Precision nutrition in cardiometabolic health
We are dealing with a worldwide increase in the development of overweight-related chronic metabolic diseases. An effective way to prevent diseases such as type 2 Diabetes mellitus (T2D) and cardiovascular diseases is via dietary and lifestyle interventions. Although nutritionists have long been aware that what works for one person may not work for another, nutritional advice is still given at a population level via general nutritional guidelines reliant on the group mean (one-size-fits-all).
To improve the effectiveness of lifestyle intervention, it is important to move beyond current public health dietary recommendations and apply a personalized dietary approach. To identify variations in response to diet and explain the underlying mechanisms, we performed several state-of-the-art dietary intervention studies. In these studies, the effects of nutrition on health were magnified by comprehensively phenotyping a person’s metabolic health state by not only performing measurements in the fasted state but also after a meal challenge test. By combining cutting-edge omics technologies, such as transcriptomics and metabolomics, we were able to identify unexplored mechanisms of diet on metabolic health. For example, we found that consuming a diet rich in saturated fat promotes a pro-inflammatory profile in the adipose tissue independent of weight gain, illustrating the impact that a small shift in the type of dietary fat has on health.
We also found that overweight insulin-sensitive subjects may benefit more from a high-nutrient-quality diet than insulin-resistant subjects for weight losss. These studies have greatly increased our understanding of why certain foods and diets might work for one individual but not for another individual, thereby establishing the basis for the concept of precision nutrition. In more recent studies, we additionally applied real-time sensors such as continuous glucose and physical activity monitors in human dietary intervention studies, thus paving the way for the next level in precision nutrition.
Determine endo- and exogenous factors and underlying mechanisms that can explain differences in response to meals and diets.
Glucose and triglyceride responses to meals vary from day to day and vary greatly between persons consuming the same meal. The goal is to identify both endo- and exogenous factors and mechanisms that determine differences in glucose and triglyceride responses to meals between and within persons. In the REBUS project, we have explored this goal by performing a completely controlled dietary intervention with repeated meals and 9 weeks of continuous glucose monitoring. The second approach is to identify endo- and exogenous factors and mechanisms that can explain long-term differences in responses to diet. In the Belly Fat study, we observed in an exploratory analysis that depending on the insulin-resistant state, people lost different amounts of weight on the same high-quality diet, thus pointing to the relevance of metabolic phenotype in the response to diet. In both approaches, we leverage nutrigenomic tools such as transcriptomics and metabolomics to identify potential mechanisms and subgroups of responders.
Identification of and precision nutrition in metabolic subgroups
Another research aim is to identify new metabolic subgroups from comprehensive phenotyping data of new or already completed studies. For example, within the “Immune Fitness” project, we are trying to identify subgroups of people with different states of immune fitness by comprehensive phenotyping of the immune cells, intending to identify potential pathways that underly the state of immune fitness and that can be targeted by diet. This feeds into my fourth goal, which is to use existing knowledge to identify and test the best diet for known metabolic subgroups, as was performed in the PERSON study. In this hugely challenging and complex study, we investigated two different diets that were hypothesized to be either optimal or suboptimal depending on the metabolic phenotype of a person.
Development of a digital twin that can give automatically generated personalized dietary advice that fits the person’s metabolic needs, values and preferences.
All these above mentioned studies provide a wealth of data that can subsequently be used to build computational simulation and prediction models using computational modelling and machine learning. They all provide answers that can be used as building blocks for a personalized smart healthcare tool, such as a digital twin. The ultimate aim is to develop a digital twin that can give automatically generated personalized dietary advice that not only fits the person’s metabolic needs, but also the persons’ values and preferences. There is an urgent call for such a tool as the worldwide increase in the development of overweight-related chronic metabolic diseases is paralleled by a steep rise in healthcare costs. Hence, this tool can not only improve personal health but can also reduce the pressure on the healthcare system. In the WUR-funded Flagship and digital twin project ‘Me, My Diet and I’ we explored the building of a digital twin that can give personalized dietary advice to reduce the personal after-meal triglyceride and glucose response.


### [Task details]
Below are records. Find each line in them that holds the word "your" and copy it.

### [Data supplied]
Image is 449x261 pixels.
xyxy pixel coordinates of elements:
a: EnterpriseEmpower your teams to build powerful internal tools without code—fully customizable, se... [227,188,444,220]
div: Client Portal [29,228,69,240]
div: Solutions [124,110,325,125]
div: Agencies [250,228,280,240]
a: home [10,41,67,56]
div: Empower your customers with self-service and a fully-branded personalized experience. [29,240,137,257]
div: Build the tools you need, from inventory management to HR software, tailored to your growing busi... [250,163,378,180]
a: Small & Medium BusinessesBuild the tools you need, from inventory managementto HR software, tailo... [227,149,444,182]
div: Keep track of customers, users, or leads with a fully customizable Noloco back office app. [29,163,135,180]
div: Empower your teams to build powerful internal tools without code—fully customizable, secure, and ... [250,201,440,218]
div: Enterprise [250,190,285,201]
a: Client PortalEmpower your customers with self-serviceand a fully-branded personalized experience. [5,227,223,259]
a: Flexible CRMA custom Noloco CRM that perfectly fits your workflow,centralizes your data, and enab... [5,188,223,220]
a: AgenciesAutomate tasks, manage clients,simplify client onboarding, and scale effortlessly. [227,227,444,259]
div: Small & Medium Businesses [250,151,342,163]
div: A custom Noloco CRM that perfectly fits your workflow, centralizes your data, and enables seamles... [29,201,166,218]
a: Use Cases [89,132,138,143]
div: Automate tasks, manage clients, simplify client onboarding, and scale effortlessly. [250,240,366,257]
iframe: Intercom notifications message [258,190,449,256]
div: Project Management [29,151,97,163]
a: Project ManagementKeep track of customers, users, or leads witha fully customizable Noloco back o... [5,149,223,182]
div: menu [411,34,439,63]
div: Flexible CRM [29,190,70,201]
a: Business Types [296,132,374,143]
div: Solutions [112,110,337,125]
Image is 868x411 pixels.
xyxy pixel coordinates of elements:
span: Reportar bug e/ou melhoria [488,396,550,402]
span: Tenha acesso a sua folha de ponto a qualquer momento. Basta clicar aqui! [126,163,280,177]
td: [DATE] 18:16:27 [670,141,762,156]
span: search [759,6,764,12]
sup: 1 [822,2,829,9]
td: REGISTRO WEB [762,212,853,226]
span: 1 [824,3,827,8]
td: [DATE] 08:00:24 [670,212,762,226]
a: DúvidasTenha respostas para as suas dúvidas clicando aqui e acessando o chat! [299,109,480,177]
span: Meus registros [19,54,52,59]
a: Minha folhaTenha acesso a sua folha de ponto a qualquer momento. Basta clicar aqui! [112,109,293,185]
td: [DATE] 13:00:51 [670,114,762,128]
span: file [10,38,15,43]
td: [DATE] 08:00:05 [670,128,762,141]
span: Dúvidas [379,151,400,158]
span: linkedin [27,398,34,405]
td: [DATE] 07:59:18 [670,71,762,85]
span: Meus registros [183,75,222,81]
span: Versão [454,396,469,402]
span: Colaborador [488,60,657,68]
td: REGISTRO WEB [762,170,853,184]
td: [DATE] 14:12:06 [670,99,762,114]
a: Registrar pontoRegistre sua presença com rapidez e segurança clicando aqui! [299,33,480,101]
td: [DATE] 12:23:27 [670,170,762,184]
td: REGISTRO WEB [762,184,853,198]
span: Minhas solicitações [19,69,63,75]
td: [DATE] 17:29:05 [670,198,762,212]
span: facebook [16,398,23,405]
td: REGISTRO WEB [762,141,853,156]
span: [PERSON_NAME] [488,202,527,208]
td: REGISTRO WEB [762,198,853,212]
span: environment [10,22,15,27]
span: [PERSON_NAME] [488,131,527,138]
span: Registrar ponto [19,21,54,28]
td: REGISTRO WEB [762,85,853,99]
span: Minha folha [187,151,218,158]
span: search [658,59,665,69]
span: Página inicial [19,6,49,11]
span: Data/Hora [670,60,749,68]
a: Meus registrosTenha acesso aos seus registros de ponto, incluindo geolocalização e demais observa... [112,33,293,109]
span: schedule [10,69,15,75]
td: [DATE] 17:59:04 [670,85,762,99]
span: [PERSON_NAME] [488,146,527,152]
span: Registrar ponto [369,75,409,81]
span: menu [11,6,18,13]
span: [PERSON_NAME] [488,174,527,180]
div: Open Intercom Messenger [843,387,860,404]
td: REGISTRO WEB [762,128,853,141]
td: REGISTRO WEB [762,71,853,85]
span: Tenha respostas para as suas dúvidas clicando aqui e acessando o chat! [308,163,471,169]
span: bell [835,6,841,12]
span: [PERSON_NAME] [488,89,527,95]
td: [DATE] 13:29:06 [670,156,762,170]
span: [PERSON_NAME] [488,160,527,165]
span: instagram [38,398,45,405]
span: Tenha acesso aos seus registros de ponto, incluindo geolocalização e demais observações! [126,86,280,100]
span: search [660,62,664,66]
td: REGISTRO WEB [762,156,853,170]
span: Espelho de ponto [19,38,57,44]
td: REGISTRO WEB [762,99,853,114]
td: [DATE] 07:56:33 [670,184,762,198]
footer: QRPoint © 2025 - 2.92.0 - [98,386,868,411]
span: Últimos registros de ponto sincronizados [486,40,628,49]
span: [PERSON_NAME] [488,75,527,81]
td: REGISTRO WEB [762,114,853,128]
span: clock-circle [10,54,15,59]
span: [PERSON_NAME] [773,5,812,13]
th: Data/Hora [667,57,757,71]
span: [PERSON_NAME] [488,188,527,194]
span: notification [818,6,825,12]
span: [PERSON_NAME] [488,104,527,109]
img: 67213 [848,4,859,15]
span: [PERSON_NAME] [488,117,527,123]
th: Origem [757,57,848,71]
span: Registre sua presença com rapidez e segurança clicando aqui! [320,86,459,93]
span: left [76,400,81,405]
---
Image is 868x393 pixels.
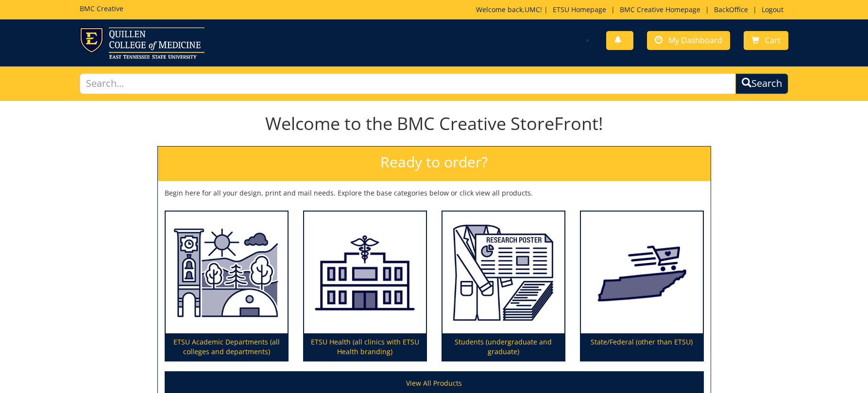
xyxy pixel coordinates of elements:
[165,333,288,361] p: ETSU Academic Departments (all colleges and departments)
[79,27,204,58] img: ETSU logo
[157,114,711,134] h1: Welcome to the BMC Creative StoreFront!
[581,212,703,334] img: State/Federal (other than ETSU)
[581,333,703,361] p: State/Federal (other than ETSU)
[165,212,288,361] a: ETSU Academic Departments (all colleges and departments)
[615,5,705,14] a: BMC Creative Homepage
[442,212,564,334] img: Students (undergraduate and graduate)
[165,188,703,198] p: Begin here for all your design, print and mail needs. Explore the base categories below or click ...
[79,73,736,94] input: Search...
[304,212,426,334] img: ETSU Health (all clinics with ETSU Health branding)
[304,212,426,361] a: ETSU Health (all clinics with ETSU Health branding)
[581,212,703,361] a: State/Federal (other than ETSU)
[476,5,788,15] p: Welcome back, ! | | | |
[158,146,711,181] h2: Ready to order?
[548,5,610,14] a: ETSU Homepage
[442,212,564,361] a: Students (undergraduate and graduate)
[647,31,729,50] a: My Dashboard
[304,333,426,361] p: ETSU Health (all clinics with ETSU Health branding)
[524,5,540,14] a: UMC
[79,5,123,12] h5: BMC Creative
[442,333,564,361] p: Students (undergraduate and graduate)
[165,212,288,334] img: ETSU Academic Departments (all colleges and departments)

### [Problem solution]
a: EnterpriseEmpower your teams to build powerful internal tools without code—fully customizable, se... [227,188,444,220]
div: Empower your customers with self-service and a fully-branded personalized experience. [29,240,137,257]
div: Build the tools you need, from inventory management to HR software, tailored to your growing busi... [250,163,378,180]
div: Empower your teams to build powerful internal tools without code—fully customizable, secure, and ... [250,201,440,218]
a: Client PortalEmpower your customers with self-serviceand a fully-branded personalized experience. [5,227,223,259]
a: Flexible CRMA custom Noloco CRM that perfectly fits your workflow,centralizes your data, and enab... [5,188,223,220]
div: A custom Noloco CRM that perfectly fits your workflow, centralizes your data, and enables seamles... [29,201,166,218]
[165,188,703,198] p: Begin here for all your design, print and mail needs. Explore the base categories below or click ...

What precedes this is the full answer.